What Palou does from here matters because he’s not only starting front—he’s starting front at one of his best tracks. He is aiming for a series-record fourth career win at the longest circuit on the INDYCAR SERIES schedule and is the reigning winner of this event.
The sequence of qualifying results tells its own story: after a shaky stretch earlier, Palou and his team found the fastest rhythm late, then defended it on the final circuit—setting a lead that can’t be ignored when the race opens behind him.
Still, the bigger question for Sunday may not be who can go fast in qualifying. It may be how teams handle what happens after the green flag—especially with tire strategy.
Live coverage of the 55-lap race starts at 2 p.m. ET (FOX, FOX Deportes), with a 30-minute warmup session preceding at 11 a.m. (FS1). FOX One and INDYCAR Radio powered by OnlyBulls also will cover both sessions live.
Palou said he expects uncertainty to drive strategy. “Tomorrow is going to be tough,” he said. “It’s going to be a long, long race for everyone. I don’t really know what tire is best. It seems like everyone was unhappy with the alternates yesterday, and then suddenly today, they are so much faster. I think it’s going be very interesting in terms of strategy and stuff. “Obviously, we’re starting from the best spot and hope we can keep it there.”.

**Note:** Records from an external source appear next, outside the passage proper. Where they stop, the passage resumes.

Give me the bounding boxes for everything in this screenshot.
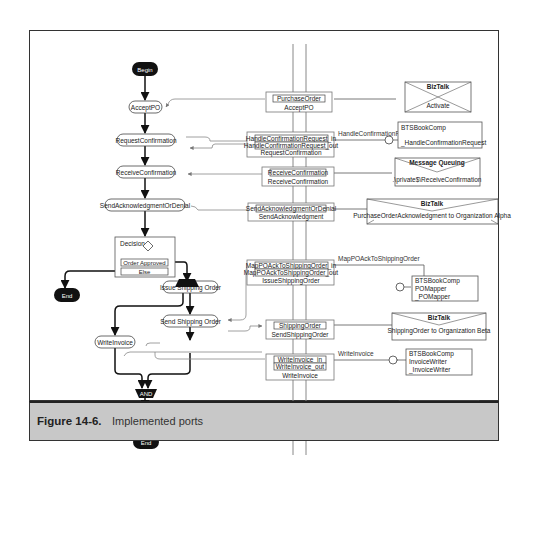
svg-text:RequestConfirmation: RequestConfirmation — [260, 149, 321, 157]
figure-title: Implemented ports — [112, 415, 203, 427]
action-send-shipping-order[interactable]: Send Shipping Order — [160, 315, 222, 327]
port-sendshippingorder[interactable]: ShippingOrder SendShippingOrder — [266, 320, 334, 339]
svg-text:AcceptPO: AcceptPO — [131, 104, 160, 112]
svg-text:BizTalk: BizTalk — [427, 83, 450, 90]
svg-text:End: End — [62, 293, 73, 299]
figure-caption: Figure 14-6. Implemented ports — [29, 401, 499, 441]
svg-text:_POMapper: _POMapper — [414, 293, 451, 301]
method-label-writeinvoice: WriteInvoice — [338, 350, 374, 357]
com-pomapper[interactable]: BTSBookComp POMapper _POMapper — [412, 276, 478, 301]
biztalk-activate[interactable]: BizTalk Activate — [405, 82, 471, 112]
svg-text:BTSBookComp: BTSBookComp — [401, 124, 446, 132]
svg-text:BizTalk: BizTalk — [421, 200, 444, 207]
svg-text:ReceiveConfirmation: ReceiveConfirmation — [268, 178, 329, 185]
svg-text:WriteInvoice: WriteInvoice — [97, 339, 133, 346]
svg-text:ShippingOrder to Organization: ShippingOrder to Organization Beta — [388, 327, 491, 335]
and-join[interactable]: AND — [135, 389, 157, 398]
action-sendacknowledgmentordenial[interactable]: SendAcknowledgmentOrDenial — [100, 199, 191, 211]
svg-text:POMapper: POMapper — [415, 285, 447, 293]
svg-text:ShippingOrder: ShippingOrder — [279, 322, 322, 330]
method-label-mappoack: MapPOAckToShippingOrder — [338, 255, 420, 263]
svg-text:SendShippingOrder: SendShippingOrder — [271, 331, 329, 339]
fork-bar — [175, 279, 199, 287]
svg-text:InvoiceWriter: InvoiceWriter — [409, 358, 448, 365]
svg-text:IssueShippingOrder: IssueShippingOrder — [262, 277, 320, 285]
svg-text:Activate: Activate — [426, 102, 450, 109]
com-invoicewriter[interactable]: BTSBookComp InvoiceWriter _InvoiceWriter — [406, 349, 472, 375]
action-acceptpo[interactable]: AcceptPO — [129, 101, 162, 113]
figure-number: Figure 14-6. — [37, 415, 102, 427]
begin-node[interactable]: Begin — [132, 62, 158, 76]
port-writeinvoice[interactable]: WriteInvoice_in WriteInvoice_out WriteIn… — [266, 354, 334, 380]
svg-text:Send Shipping Order: Send Shipping Order — [160, 318, 222, 326]
end-node-top[interactable]: End — [54, 288, 80, 302]
svg-text:RequestConfirmation: RequestConfirmation — [115, 137, 176, 145]
svg-text:MapPOAckToShippingOrder_out: MapPOAckToShippingOrder_out — [244, 269, 338, 277]
svg-text:Order Approved: Order Approved — [123, 260, 165, 266]
com-handleconfirmation[interactable]: BTSBookComp _HandleConfirmationRequest — [398, 122, 486, 148]
msmq-receiveconfirmation[interactable]: Message Queuing .\private$\ReceiveConfir… — [393, 158, 482, 186]
svg-text:.\private$\ReceiveConfirmation: .\private$\ReceiveConfirmation — [393, 176, 482, 184]
svg-text:BTSBookComp: BTSBookComp — [415, 277, 460, 285]
port-receiveconfirmation[interactable]: ReceiveConfirmation ReceiveConfirmation — [262, 167, 334, 186]
svg-text:ReceiveConfirmation: ReceiveConfirmation — [268, 169, 329, 176]
svg-text:SendAcknowledgmentOrDenial: SendAcknowledgmentOrDenial — [246, 205, 337, 213]
svg-text:SendAcknowledgmentOrDenial: SendAcknowledgmentOrDenial — [100, 202, 191, 210]
biztalk-shippingorder[interactable]: BizTalk ShippingOrder to Organization Be… — [388, 313, 491, 340]
port-sendacknowledgment[interactable]: SendAcknowledgmentOrDenial SendAcknowled… — [246, 203, 337, 221]
decision-block[interactable]: Decision Order Approved Else — [115, 237, 175, 277]
svg-text:PurchaseOrderAcknowledgment to: PurchaseOrderAcknowledgment to Organizat… — [353, 212, 511, 220]
action-receiveconfirmation[interactable]: ReceiveConfirmation — [116, 166, 177, 178]
biztalk-purchaseorderack[interactable]: BizTalk PurchaseOrderAcknowledgment to O… — [353, 199, 511, 224]
action-writeinvoice[interactable]: WriteInvoice — [95, 336, 135, 348]
port-requestconfirmation[interactable]: HandleConfirmationRequest_in HandleConfi… — [244, 132, 339, 157]
svg-text:Message Queuing: Message Queuing — [409, 159, 465, 167]
svg-text:PurchaseOrder: PurchaseOrder — [277, 95, 322, 102]
svg-text:WriteInvoice_out: WriteInvoice_out — [276, 363, 324, 371]
port-acceptpo[interactable]: PurchaseOrder AcceptPO — [266, 92, 332, 112]
svg-text:Begin: Begin — [137, 67, 152, 73]
svg-text:AND: AND — [140, 391, 153, 397]
svg-text:BizTalk: BizTalk — [428, 314, 451, 321]
svg-text:Else: Else — [139, 269, 151, 275]
port-issueshippingorder[interactable]: MapPOAckToShippingOrder_in MapPOAckToShi… — [244, 260, 338, 285]
decision-label: Decision — [120, 240, 145, 247]
svg-text:_InvoiceWriter: _InvoiceWriter — [408, 366, 451, 374]
svg-text:SendAcknowledgment: SendAcknowledgment — [259, 213, 324, 221]
orchestration-diagram: HandleConfirmationRequest MapPOAckToShip… — [0, 0, 554, 535]
svg-text:ReceiveConfirmation: ReceiveConfirmation — [116, 169, 177, 176]
action-requestconfirmation[interactable]: RequestConfirmation — [115, 134, 176, 146]
svg-text:WriteInvoice: WriteInvoice — [282, 372, 318, 379]
svg-text:AcceptPO: AcceptPO — [284, 104, 313, 112]
svg-text:_HandleConfirmationRequest: _HandleConfirmationRequest — [400, 139, 486, 147]
svg-text:BTSBookComp: BTSBookComp — [409, 350, 454, 358]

For all the dominance in Saturday’s qualifying. the race still belongs to whoever makes the right choices under pressure—and with no day-to-day consensus on whether the Firestone Firehawk primary or alternate tire is preferred. the path from pole to victory may hinge on details that can swing quickly.
Alex Palou Road America XPEL Grand Prix NTT P1 Award pole streak INDYCAR DHL Chip Ganassi Racing David Malukas Marcus Armstrong Felix Rosenqvist Marcus Ericsson Scott McLaughlin tire strategy Firestone Firehawk
So he got pole again like that’s just normal now?? I don’t even follow racing but 5 straight sounds wild.
Tire uncertainty always sounds like an excuse to me. Like if he’s already winning poles, why are the tires suddenly “uncertain” lol. Also 1:43.6615 is that even right, feels too precise.
Wait Kyle Kirkwood qualified 18th?? That’s gonna be embarrassing for him unless he somehow starts moving up immediately. Fast Six behind him means like 6 cars right? Confusing naming though.
Road America is basically a tire test, so of course Palou’s momentum thing works. But I swear these qualifying reports never say what tires they’re actually on, just “uncertainty.” And if Alex is leading by 49 points then Sunday is gonna be boring, unless someone crashes the DHL Honda or whatever.